Chapter 104

For the second time that day Liv finished relating the strange circumstances of her birth and waited for the reaction. She examined the three faces opposite her staring at the cruciform scar on her side.

‘The cross will rise,’ Oscar whispered, ‘to unlock the Sacrament.’ His eyes flicked up and met hers. There was something close to wonder in them. ‘It’s you,’ he said.

Liv pulled her shirt back down, feeling suddenly exposed and shy. ‘Possibly,’ she said. ‘Only, I have no idea what the Sacrament is so I’m not sure how I’m supposed to “unlock” it.’

She sat down and turned to the page in her notebook where she’d copied the letters and re-read the message she’d found in them. When she’d written it down she thought she was on to something. But it had proved to be just another dead end. The Mala had no more idea what the Sacrament was than she did. She suddenly felt unbearably tired, like someone had opened a sluice gate and flooded her with weariness.

‘Were the letters scratched on to leather, like the phone number?’ Gabriel asked.

‘No,’ she said, rubbing her eyes with the heels of her hands. ‘They were scratched on seeds.’ She stopped rubbing and looked up to discover everyone staring straight at her.

‘Seeds?’ Oscar repeated.

She nodded. The old man’s body seemed to contract in a moment of deep concentration, then he breathed out and reached across the desk to pull the computer keyboard towards him. ‘During my time in the Citadel,’ he said, opening a browser window, ‘I did learn some of their secrets.’ He typed something into the search box and hit return. An image started downloading on the screen. It was a patchwork of greens, greys and large areas of blue. As it sharpened it manifested itself as a satellite photo of Eastern Europe. Oscar clicked on an area of the picture. The image zoomed into a section of southern Turkey until the screen showed a dense network of streets radiating out from something large and dark at its centre.

‘This is a satellite image of Ruin,’ Oscar explained, ‘taken in the 1980s. Before then all aircraft were forbidden from flying over the city.’ The image continued to sharpen. Liv leaned in closer to the screen as the picture stopped downloading. The Citadel sat at the centre. It was oval in shape and completely black except for a large area of dark green close to the centre. ‘After NASA published this photograph they lifted the ban,’ Oscar explained. ‘Even the Citadel’s jurisdiction does not yet extend into space.’

Liv focused on the patch of green.

‘What is it,’ she asked. ‘A lake?’

‘No,’ Oscar replied, zooming the image as close as it would go.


(Exercise requirements)
Check each line of the material for the string "realization", and copy the lines that have it.

(Material for this task)

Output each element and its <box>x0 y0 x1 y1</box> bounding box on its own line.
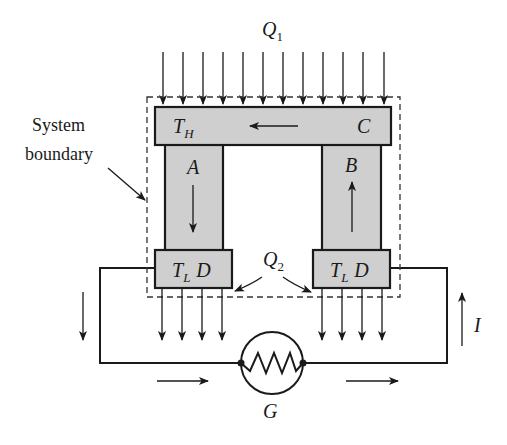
hot-junction-label: C <box>357 115 371 137</box>
system-boundary-label: System boundary <box>25 115 93 164</box>
cold-junction-block-right <box>313 250 390 288</box>
heat-input-label: Q1 <box>262 18 283 44</box>
q2-pointer-left-icon <box>235 277 262 291</box>
heat-input-arrows <box>163 52 384 104</box>
terminal-left <box>238 360 245 367</box>
generator-label: G <box>263 400 278 422</box>
current-label: I <box>473 314 482 336</box>
q2-pointer-right-icon <box>283 277 311 292</box>
thermoelectric-diagram: Q1 TH C A B TLD TLD Q2 <box>0 0 507 445</box>
svg-text:Q1: Q1 <box>262 18 283 44</box>
svg-text:System: System <box>32 115 85 135</box>
heat-output-arrows-left <box>162 288 222 340</box>
heat-output-label: Q2 <box>263 248 284 274</box>
leg-b-label: B <box>345 154 357 176</box>
generator-load: G <box>238 332 307 422</box>
leg-a-label: A <box>185 156 200 178</box>
heat-output-arrows-right <box>322 288 382 340</box>
terminal-right <box>300 360 307 367</box>
boundary-pointer-arrow-icon <box>108 168 145 200</box>
cold-junction-block-left <box>155 250 232 288</box>
svg-text:boundary: boundary <box>25 144 93 164</box>
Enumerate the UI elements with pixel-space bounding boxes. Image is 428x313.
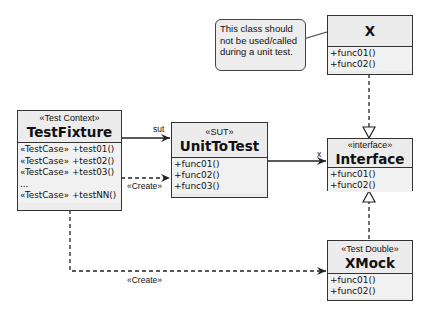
class-interface[interactable]: «interface» Interface +func01() +func02(… <box>327 138 413 191</box>
class-header: «SUT» UnitToTest <box>172 123 267 158</box>
sut-label: sut <box>153 124 164 134</box>
operation: +func02() <box>174 170 265 181</box>
operation: «TestCase» +test01() <box>20 144 119 156</box>
operations: +func01() +func02() +func03() <box>172 158 267 193</box>
class-unittotest[interactable]: «SUT» UnitToTest +func01() +func02() +fu… <box>171 122 268 198</box>
x-label: x <box>317 149 321 159</box>
note: This class should not be used/called dur… <box>215 19 306 71</box>
class-testfixture[interactable]: «Test Context» TestFixture «TestCase» +t… <box>17 110 122 211</box>
operations: «TestCase» +test01() «TestCase» +test02(… <box>18 143 121 203</box>
create-label-mock: «Create» <box>127 275 162 285</box>
operation: +func02() <box>330 59 410 70</box>
class-name: XMock <box>328 255 412 271</box>
class-name: UnitToTest <box>172 138 267 154</box>
class-header: «Test Context» TestFixture <box>18 111 121 143</box>
class-header: «Test Double» XMock <box>328 241 412 274</box>
operation: +func02() <box>330 180 410 191</box>
operation: +func02() <box>330 286 410 297</box>
operation: «TestCase» +test02() <box>20 156 119 168</box>
operation: +func03() <box>174 181 265 192</box>
class-name: Interface <box>328 151 412 167</box>
note-line: during a unit test. <box>220 46 301 58</box>
operation: +func01() <box>330 48 410 59</box>
class-header: X <box>328 16 412 47</box>
stereotype: «SUT» <box>172 127 267 138</box>
operation: +func01() <box>330 169 410 180</box>
operation: ... <box>20 179 119 191</box>
class-header: «interface» Interface <box>328 139 412 168</box>
note-line: This class should <box>220 23 301 35</box>
stereotype: «Test Context» <box>18 113 121 124</box>
operation: +func01() <box>330 275 410 286</box>
realization-arrowhead-bottom <box>363 191 375 202</box>
stereotype: «interface» <box>328 140 412 151</box>
create-dependency-mock <box>70 210 326 271</box>
class-name: X <box>328 23 412 39</box>
operation: «TestCase» +testNN() <box>20 190 119 202</box>
create-label-sut: «Create» <box>127 181 162 191</box>
operations: +func01() +func02() <box>328 274 412 298</box>
class-xmock[interactable]: «Test Double» XMock +func01() +func02() <box>327 240 413 301</box>
operation: «TestCase» +test03() <box>20 167 119 179</box>
operations: +func01() +func02() <box>328 47 412 71</box>
operations: +func01() +func02() <box>328 168 412 192</box>
operation: +func01() <box>174 159 265 170</box>
stereotype: «Test Double» <box>328 244 412 255</box>
realization-arrowhead-top <box>363 127 375 138</box>
note-line: not be used/called <box>220 35 301 47</box>
class-name: TestFixture <box>18 124 121 140</box>
class-x[interactable]: X +func01() +func02() <box>327 15 413 75</box>
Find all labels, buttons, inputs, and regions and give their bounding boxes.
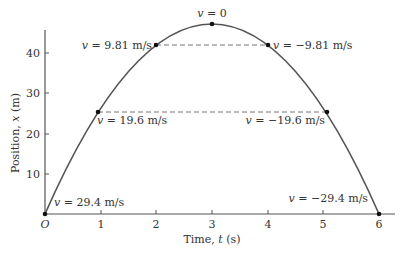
x-ticks: O 1 2 3 4 5 6 [40,210,382,231]
annotation-v-t2: v = 9.81 m/s [82,39,153,52]
x-tick-label: 6 [376,218,383,231]
y-tick-label: 40 [26,47,40,60]
x-tick-label: 5 [320,218,327,231]
x-tick-label: 3 [209,218,216,231]
annotation-v-t0: v = 29.4 m/s [54,196,125,209]
x-tick-label: 1 [98,218,105,231]
annotation-v-t1: v = 19.6 m/s [97,114,168,127]
x-axis-title: Time, t (s) [184,233,241,246]
y-tick-label: 10 [26,168,40,181]
y-tick-label: 20 [26,128,40,141]
annotation-v-t3: v = 0 [197,7,226,20]
x-tick-label: 2 [153,218,160,231]
y-axis-title: Position, x (m) [9,93,22,173]
position-time-chart: 10 20 30 40 O 1 2 3 4 5 6 Time, t (s) Po… [0,0,411,254]
x-tick-label-origin: O [40,218,49,231]
annotation-v-t5: v = −19.6 m/s [246,114,326,127]
position-curve [45,24,379,214]
x-tick-label: 4 [265,218,272,231]
y-tick-label: 30 [26,87,40,100]
annotation-v-t6: v = −29.4 m/s [289,192,369,205]
annotation-v-t4: v = −9.81 m/s [273,39,353,52]
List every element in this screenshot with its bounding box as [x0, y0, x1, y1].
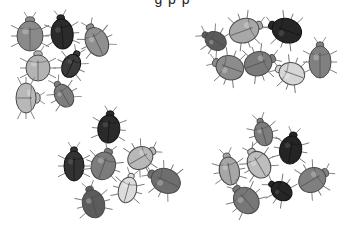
- beetle-illustration: g p p: [0, 0, 345, 228]
- cluster-bottom-right: [0, 0, 345, 228]
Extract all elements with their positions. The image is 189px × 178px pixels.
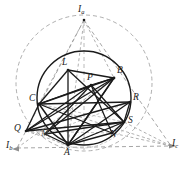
geometry-figure: Ia Ib Ic A B C L P M N Q R S: [0, 0, 189, 178]
label-b: B: [117, 66, 123, 76]
label-r: R: [133, 93, 139, 103]
label-ia: Ia: [78, 5, 84, 15]
label-c: C: [29, 94, 35, 104]
label-p: P: [87, 73, 93, 83]
label-m: M: [41, 129, 49, 139]
label-l: L: [62, 58, 67, 68]
label-ib: Ib: [6, 141, 12, 151]
figure-canvas: [0, 0, 189, 178]
label-a: A: [64, 148, 70, 158]
label-ic: Ic: [172, 139, 178, 149]
label-n: N: [110, 130, 116, 140]
label-q: Q: [14, 124, 21, 134]
label-s: S: [128, 116, 133, 126]
axis-arrowheads: [12, 144, 176, 152]
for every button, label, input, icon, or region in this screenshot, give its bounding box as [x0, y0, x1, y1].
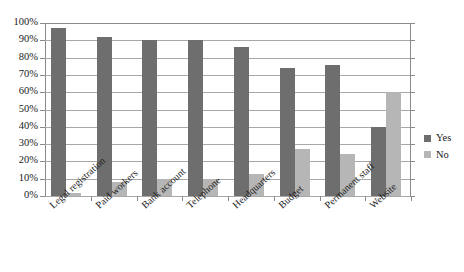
y-axis-tick-right [410, 196, 415, 197]
y-axis-tick-right [410, 23, 415, 24]
legend-item[interactable]: No [424, 150, 451, 161]
x-axis-category-label: Website [368, 182, 398, 211]
x-axis-category-label: Telephone [185, 175, 223, 210]
y-axis-tick-right [410, 75, 415, 76]
y-axis-tick-right [410, 127, 415, 128]
y-axis-tick-right [410, 161, 415, 162]
y-axis-tick-right [410, 40, 415, 41]
y-axis-tick-right [410, 92, 415, 93]
y-axis-tick-right [410, 58, 415, 59]
legend-item[interactable]: Yes [424, 133, 451, 144]
y-axis-tick-right [410, 144, 415, 145]
x-axis-category-label: Headquarters [231, 167, 277, 210]
y-axis-tick-right [410, 179, 415, 180]
chart-page: 0%10%20%30%40%50%60%70%80%90%100% Legal … [0, 0, 464, 272]
x-axis-category-label: Paid workers [94, 168, 140, 211]
legend-swatch-icon [424, 135, 431, 142]
legend-label: No [436, 150, 449, 161]
x-axis-category-label: Budget [277, 184, 305, 211]
y-axis-tick-right [410, 110, 415, 111]
legend-swatch-icon [424, 151, 431, 158]
legend-label: Yes [436, 133, 451, 144]
chart-legend: YesNo [424, 133, 451, 166]
x-axis-category-labels: Legal registrationPaid workersBank accou… [0, 0, 464, 272]
x-axis-category-label: Bank account [140, 166, 187, 210]
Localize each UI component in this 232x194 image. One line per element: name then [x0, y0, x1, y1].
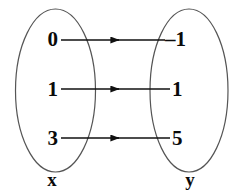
range-value-1: 1 — [172, 79, 216, 100]
range-value-0: –1 — [165, 29, 209, 50]
range-label: y — [174, 170, 206, 189]
domain-value-1: 1 — [26, 79, 58, 100]
domain-label: x — [36, 170, 68, 189]
domain-value-0: 0 — [26, 29, 58, 50]
domain-value-2: 3 — [26, 128, 58, 149]
mapping-diagram: 0 1 3 –1 1 5 x y — [0, 0, 232, 194]
range-value-2: 5 — [172, 128, 216, 149]
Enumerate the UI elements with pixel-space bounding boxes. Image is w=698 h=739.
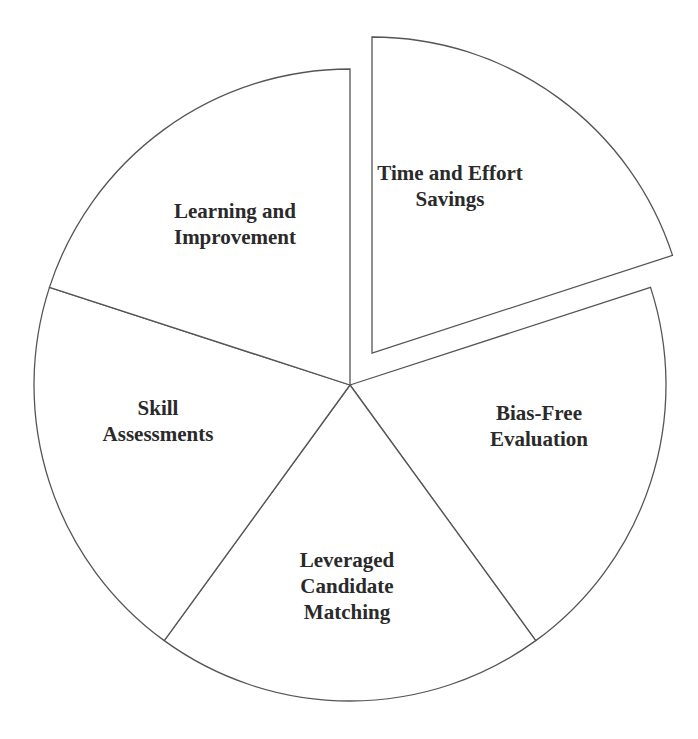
slice-label: LeveragedCandidateMatching xyxy=(300,548,395,624)
pie-chart: Time and EffortSavingsBias-FreeEvaluatio… xyxy=(0,0,698,739)
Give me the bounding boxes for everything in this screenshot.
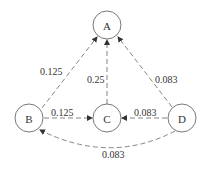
node-c: C	[93, 104, 121, 132]
edge-label-c-a: 0.25	[87, 74, 105, 85]
node-c-label: C	[103, 113, 110, 125]
edge-label-d-a: 0.083	[155, 74, 178, 85]
node-a-label: A	[103, 20, 111, 32]
edge-d-to-b	[40, 130, 175, 148]
edge-d-to-a	[118, 37, 172, 107]
edge-label-d-c: 0.083	[134, 107, 157, 118]
node-a: A	[93, 11, 121, 39]
node-d: D	[168, 104, 196, 132]
edge-label-d-b: 0.083	[102, 149, 125, 160]
node-d-label: D	[178, 113, 186, 125]
edge-label-b-a: 0.125	[40, 66, 63, 77]
graph-diagram: 0.125 0.25 0.083 0.125 0.083 0.083 A B C…	[0, 0, 207, 169]
node-b: B	[15, 104, 43, 132]
edge-label-b-c: 0.125	[51, 107, 74, 118]
node-b-label: B	[25, 113, 32, 125]
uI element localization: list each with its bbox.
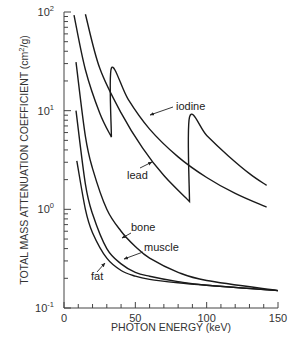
muscle-arrow-icon (124, 252, 143, 259)
curve-muscle (76, 111, 278, 291)
y-axis-title: TOTAL MASS ATTENUATION COEFFICIENT (cm2/… (17, 35, 30, 285)
iodine-arrow-icon (150, 107, 173, 115)
y-tick-label: 102 (38, 4, 54, 18)
lead-arrow-icon (140, 162, 152, 168)
x-tick-label: 150 (269, 312, 287, 324)
curve-fat (77, 161, 278, 291)
y-tick-label: 100 (38, 201, 54, 215)
curve-bone (76, 62, 278, 290)
y-tick-label: 101 (38, 103, 54, 117)
attenuation-chart: 05010015010-1100101102 iodineleadbonemus… (0, 0, 288, 343)
fat-label: fat (91, 270, 103, 282)
iodine-label: iodine (176, 100, 205, 112)
curve-iodine (74, 15, 267, 207)
x-tick-label: 0 (61, 312, 67, 324)
bone-label: bone (131, 221, 155, 233)
lead-label: lead (127, 169, 148, 181)
muscle-label: muscle (144, 241, 179, 253)
y-tick-label: 10-1 (35, 300, 54, 314)
chart-axes: 05010015010-1100101102 (35, 4, 287, 324)
x-axis-title: PHOTON ENERGY (keV) (111, 321, 231, 333)
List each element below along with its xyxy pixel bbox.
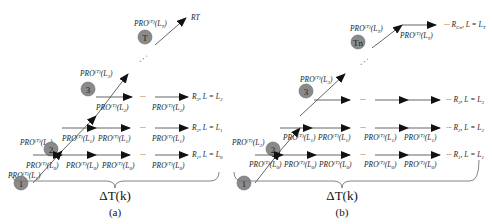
b-row2-label-1: PRO(T)(L1) — [282, 133, 316, 143]
b-top-end: ··· RCn, L = LT — [444, 20, 487, 30]
end-label-RT: RT — [190, 13, 201, 22]
b-row1-label-3: PRO(T)(L0) — [318, 160, 352, 170]
row1-label-4: PRO(T)(L0) — [151, 161, 185, 171]
b-delta-t-label: ΔT(k) — [326, 188, 357, 203]
row2-label-2: PRO(T)(L1) — [97, 134, 131, 144]
dots-icon: ⋰ — [139, 54, 147, 63]
row1-label-2: PRO(T)(L0) — [65, 161, 99, 171]
b-node-Tn: Tn — [351, 35, 365, 49]
b-row1-label-4: PRO(T)(L0) — [363, 160, 397, 170]
delta-t-brace — [11, 172, 219, 188]
row1-end: R1, L = L0 — [191, 150, 223, 160]
row2-end: R2, L = L1 — [191, 123, 222, 133]
b-row3-ellipsis: ··· — [360, 95, 366, 104]
node-2: 2 — [44, 142, 58, 156]
panel-b: ⋰ ··· RCn, L = LT PRO(T)(LT) PRO(T)(LT) … — [231, 20, 487, 219]
panel-a: ⋰ RT PRO(T)(L1) PRO(T)(L2) PRO(T)(L3) PR… — [7, 13, 223, 219]
b-row2-label-2: PRO(T)(L1) — [317, 133, 351, 143]
row1-label-1: PRO(T)(L0) — [25, 161, 59, 171]
svg-text:T: T — [142, 33, 148, 43]
b-row1-label-2: PRO(T)(L0) — [283, 160, 317, 170]
b-row2-ellipsis: ··· — [360, 123, 366, 132]
b-row1-ellipsis: ··· — [360, 150, 366, 159]
b-row1-label-1: PRO(T)(L0) — [248, 160, 282, 170]
row3-label-2: PRO(T)(L2) — [151, 103, 185, 113]
row3-label-1: PRO(T)(L2) — [95, 103, 129, 113]
b-row2-label-4: PRO(T)(L1) — [403, 133, 437, 143]
b-dots-icon: ⋰ — [360, 57, 368, 66]
svg-text:3: 3 — [304, 87, 309, 97]
caption-a: (a) — [109, 206, 122, 219]
b-diag-label-L2: PRO(T)(L2) — [231, 138, 265, 148]
diag-label-LT: PRO(T)(LT) — [133, 19, 167, 29]
b-node-2: 2 — [266, 142, 280, 156]
caption-b: (b) — [336, 206, 349, 219]
diag-label-L3: PRO(T)(L3) — [79, 69, 113, 79]
svg-text:Tn: Tn — [353, 38, 363, 48]
b-diag-label-LT: PRO(T)(LT) — [349, 24, 383, 34]
row3-ellipsis: ··· — [140, 92, 146, 101]
process-route-diagram: ⋰ RT PRO(T)(L1) PRO(T)(L2) PRO(T)(L3) PR… — [0, 0, 492, 224]
row3-end: R3, L = L2 — [191, 92, 223, 102]
svg-text:3: 3 — [86, 85, 91, 95]
b-row1-label-5: PRO(T)(L0) — [403, 160, 437, 170]
row2-label-1: PRO(T)(L1) — [61, 134, 95, 144]
node-1: 1 — [14, 176, 28, 190]
svg-text:1: 1 — [242, 179, 247, 189]
svg-text:2: 2 — [271, 145, 276, 155]
row1-ellipsis: ··· — [140, 150, 146, 159]
svg-text:1: 1 — [19, 179, 24, 189]
delta-t-label: ΔT(k) — [99, 188, 130, 203]
svg-text:2: 2 — [49, 145, 54, 155]
b-top-label: PRO(T)(LT) — [399, 31, 433, 41]
b-row3-end: ··· R3, L = L3 — [446, 95, 484, 105]
row2-ellipsis: ··· — [140, 123, 146, 132]
b-row1-end: ··· R1, L = L1 — [446, 150, 484, 160]
b-node-3: 3 — [299, 84, 313, 98]
b-diag-label-L3: PRO(T)(L3) — [299, 75, 333, 85]
node-3: 3 — [81, 82, 95, 96]
row2-label-3: PRO(T)(L1) — [151, 134, 185, 144]
b-node-1: 1 — [237, 176, 251, 190]
b-row2-end: ··· R2, L = L2 — [446, 123, 484, 133]
b-row2-label-3: PRO(T)(L1) — [363, 133, 397, 143]
node-T: T — [138, 30, 152, 44]
row1-label-3: PRO(T)(L0) — [101, 161, 135, 171]
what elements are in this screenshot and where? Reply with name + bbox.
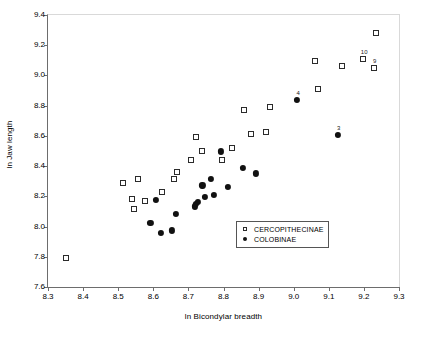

(Completed task)
realization-arrowhead-bottom <box>363 191 375 202</box>
realization-arrowhead-top <box>363 127 375 138</box>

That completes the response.